Behind the Anglican split

Rod Dreher explains that there’s more to the staunch African Christian stance against homosexuality than is generally understood:

The Muslim context helps explain the sensitivity of gay issues in one other key respect. In the region later known as Uganda, Christianity first arrived in the 1870s, when the area was already under Muslim influence and a hunting ground for Arab slave-raiders. The king of Buganda had adopted Arab customs of pederasty, and he expected the young men of his court to submit to his demands. But a growing number of Christian courtiers and pages refused to participate, despite his threats, and an enraged king launched a persecution that resulted in hundreds of martyrdoms: On a single day, some 30 Bugandans were burned alive. Yet the area’s churches flourished, and, eventually, the British expelled the Arab slavers.

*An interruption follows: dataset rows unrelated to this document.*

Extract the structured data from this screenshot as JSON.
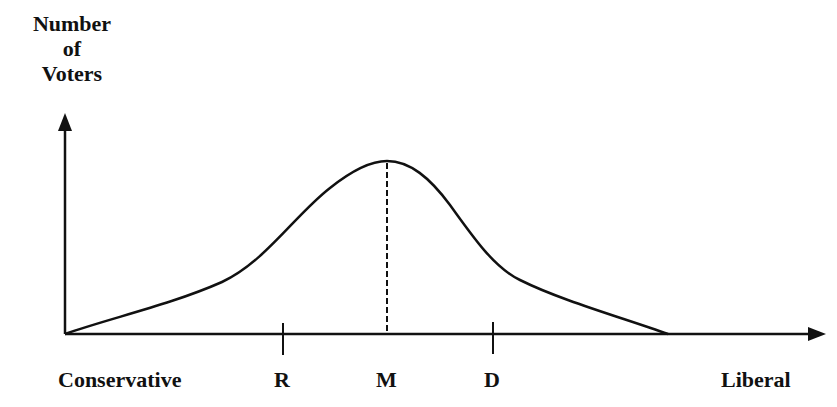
{
  "diagram": {
    "type": "median-voter-distribution",
    "y_axis": {
      "label_lines": [
        "Number",
        "of",
        "Voters"
      ]
    },
    "x_axis": {
      "left_label": "Conservative",
      "right_label": "Liberal"
    },
    "markers": [
      {
        "id": "R",
        "label": "R",
        "position": "left of median, tick mark"
      },
      {
        "id": "M",
        "label": "M",
        "position": "median, dashed line to peak"
      },
      {
        "id": "D",
        "label": "D",
        "position": "right of median, tick mark"
      }
    ],
    "curve": "single-peaked voter distribution, peak at M",
    "colors": {
      "line": "#111111",
      "background": "#ffffff"
    }
  }
}
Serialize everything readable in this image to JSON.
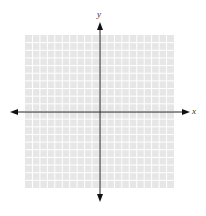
{
  "diagram": {
    "type": "coordinate-plane",
    "grid": {
      "columns": 20,
      "rows": 20,
      "left": 25,
      "top": 35,
      "right": 174,
      "bottom": 188,
      "fill": "#e6e6e6",
      "line_color": "#ffffff"
    },
    "origin": {
      "x": 100,
      "y": 112
    },
    "axes": {
      "x": {
        "label": "x",
        "from": 10,
        "to": 190,
        "color": "#222222"
      },
      "y": {
        "label": "y",
        "from": 22,
        "to": 202,
        "color": "#222222"
      }
    }
  }
}
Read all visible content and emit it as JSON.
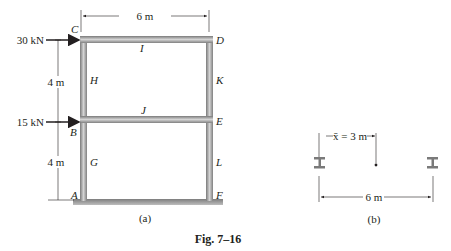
{
  "figure": {
    "caption": "Fig. 7–16",
    "part_a": {
      "sublabel": "(a)",
      "span_dimension": "6 m",
      "loads": [
        {
          "label": "30 kN",
          "at": "C"
        },
        {
          "label": "15 kN",
          "at": "B"
        }
      ],
      "height_dimensions": [
        "4 m",
        "4 m"
      ],
      "joint_labels": {
        "A": "A",
        "B": "B",
        "C": "C",
        "D": "D",
        "E": "E",
        "F": "F",
        "G": "G",
        "H": "H",
        "I": "I",
        "J": "J",
        "K": "K",
        "L": "L"
      }
    },
    "part_b": {
      "sublabel": "(b)",
      "centroid_dimension": "x̄ = 3 m",
      "span_dimension": "6 m"
    }
  },
  "colors": {
    "member_fill": "#9a9a9a",
    "member_edge": "#6b6b6b",
    "ink": "#231f20",
    "ground": "#8c8c8c"
  }
}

That foundation story remains well-known in the region, and it intertwines Christianity with resistance to tyranny and Muslim imperialism–both symbolized by sexual deviance.

Christians under attack from Muslims, tyrants and homosexuals… plus ça change, plus c’est la meme chose.

And before the gay apologists bring up the ubiquitous and demonstrably false claim that pederasty has no connection with homosexuality, the Department of Justice statistics indicate that a gay man is approximately 11.5x more likely to abuse a male child than a normally oriented man is to abuse a female one.